Published September 14, 2021 | Version v1
Dataset Open

Data from: A global perspective on the functional responses of stream communities to flow intermittence

  • 1. Délégation Rhône Auvergne
  • 2. French Biodiversity Agency*
  • 3. University of Lorraine
  • 4. Office of Research and Development US EPA*
  • 5. Loughborough University
  • 6. National Institute of Water and Atmospheric Research
  • 7. Oregon State University
  • 8. University of Münster
  • 9. INRAE, UR RiverLY, Lyon-Villeurbanne, France*

Description

The current erosion of biodiversity is a major concern that threatens the ecological integrity of ecosystems and the ecosystem services they provide. Due to global change, an increasing proportion of river networks are drying and changes from perennial to non-perennial flow regimes represent dramatic ecological shifts with potentially irreversible alterations of community and ecosystem dynamics. However, there is minimal understanding of how biological communities respond functionally to drying. Here, we highlight the taxonomic and functional responses of aquatic macroinvertebrate communities to flow intermittence across river networks from three continents, to test predictions from underlying trait-based conceptual theory. We found a significant breakpoint in the relationship between taxonomic and functional richness, indicating higher functional redundancy at sites with flow intermittence higher than 28%. Multiple strands of evidence, including patterns of alpha and beta diversity and functional group membership, indicated that functional redundancy did not compensate for biodiversity loss associated with increasing intermittence, contrary to received wisdom. A specific set of functional trait modalities, including small body size, short life span and high fecundity, were selected with increasing flow intermittence. These results demonstrate the functional responses of river communities to drying and suggest that ongoing biodiversity reduction due to global change in drying river networks is threatening their functional integrity. These results indicate that such patterns might be common in these ecosystems, even where drying is considered a predictable disturbance. This highlights the need for the conservation of natural drying regimes of intermittent rivers to secure their ecological integrity.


• **AIM OF THE EXERCISE**
Please retype every entry as written, and keep the pictures out.

• **RECORDED DATA**
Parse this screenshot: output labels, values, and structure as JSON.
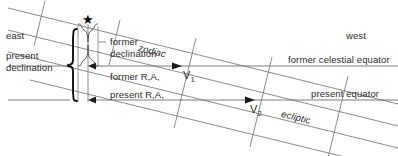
{
  "diagram": {
    "background_color": "#ffffff",
    "line_color": "#6e6e6e",
    "heavy_line_color": "#1a1a1a",
    "text_color": "#2b2b2b"
  },
  "labels": {
    "east": "east",
    "west": "west",
    "present_declination": "present\ndeclination",
    "present_declination_line1": "present",
    "present_declination_line2": "declination",
    "former_declination_line1": "former",
    "former_declination_line2": "declination",
    "former_right_ascension": "former R,A,",
    "present_right_ascension": "present R,A,",
    "former_celestial_equator": "former celestial equator",
    "present_equator": "present equator",
    "zodiac": "zodiac",
    "ecliptic": "ecliptic",
    "vernal_point_former": "V",
    "vernal_point_former_sub": "1",
    "vernal_point_present": "V",
    "vernal_point_present_sub": "2"
  },
  "markers": {
    "star_glyph": "★",
    "star_name": "star-marker"
  }
}
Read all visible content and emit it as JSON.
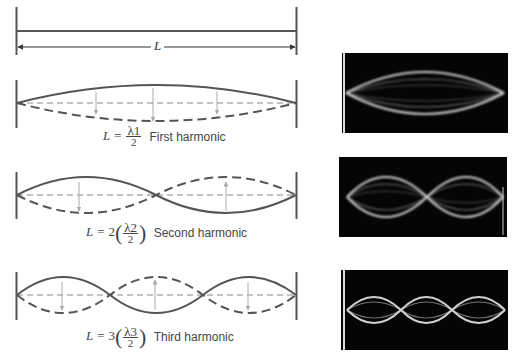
{
  "figure": {
    "length_label": "L",
    "colors": {
      "wall": "#555555",
      "string": "#555555",
      "arrow": "#aaaaaa",
      "photo_bg": "#050505",
      "photo_wave": "#e8e8e8"
    },
    "harmonics": [
      {
        "id": "first",
        "equation_prefix": "L =",
        "multiplier": "",
        "numerator": "λ1",
        "denominator": "2",
        "name": "First harmonic",
        "loops": 1
      },
      {
        "id": "second",
        "equation_prefix": "L = 2",
        "multiplier": "2",
        "numerator": "λ2",
        "denominator": "2",
        "name": "Second harmonic",
        "loops": 2
      },
      {
        "id": "third",
        "equation_prefix": "L = 3",
        "multiplier": "3",
        "numerator": "λ3",
        "denominator": "2",
        "name": "Third harmonic",
        "loops": 3
      }
    ]
  }
}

• **PROBLEM SOLUTION**
Parse this screenshot: output labels, values, and structure as JSON.
{
  "diagram": {
    "background_color": "#ffffff",
    "line_color": "#6e6e6e",
    "heavy_line_color": "#1a1a1a",
    "text_color": "#2b2b2b"
  },
  "labels": {
    "east": "east",
    "west": "west",
    "present_declination": "present\ndeclination",
    "present_declination_line1": "present",
    "present_declination_line2": "declination",
    "former_declination_line1": "former",
    "former_declination_line2": "declination",
    "former_right_ascension": "former R,A,",
    "present_right_ascension": "present R,A,",
    "former_celestial_equator": "former celestial equator",
    "present_equator": "present equator",
    "zodiac": "zodiac",
    "ecliptic": "ecliptic",
    "vernal_point_former": "V",
    "vernal_point_former_sub": "1",
    "vernal_point_present": "V",
    "vernal_point_present_sub": "2"
  },
  "markers": {
    "star_glyph": "★",
    "star_name": "star-marker"
  }
}
Read all visible content and emit it as JSON.
{
  "figure": {
    "length_label": "L",
    "colors": {
      "wall": "#555555",
      "string": "#555555",
      "arrow": "#aaaaaa",
      "photo_bg": "#050505",
      "photo_wave": "#e8e8e8"
    },
    "harmonics": [
      {
        "id": "first",
        "equation_prefix": "L =",
        "multiplier": "",
        "numerator": "λ1",
        "denominator": "2",
        "name": "First harmonic",
        "loops": 1
      },
      {
        "id": "second",
        "equation_prefix": "L = 2",
        "multiplier": "2",
        "numerator": "λ2",
        "denominator": "2",
        "name": "Second harmonic",
        "loops": 2
      },
      {
        "id": "third",
        "equation_prefix": "L = 3",
        "multiplier": "3",
        "numerator": "λ3",
        "denominator": "2",
        "name": "Third harmonic",
        "loops": 3
      }
    ]
  }
}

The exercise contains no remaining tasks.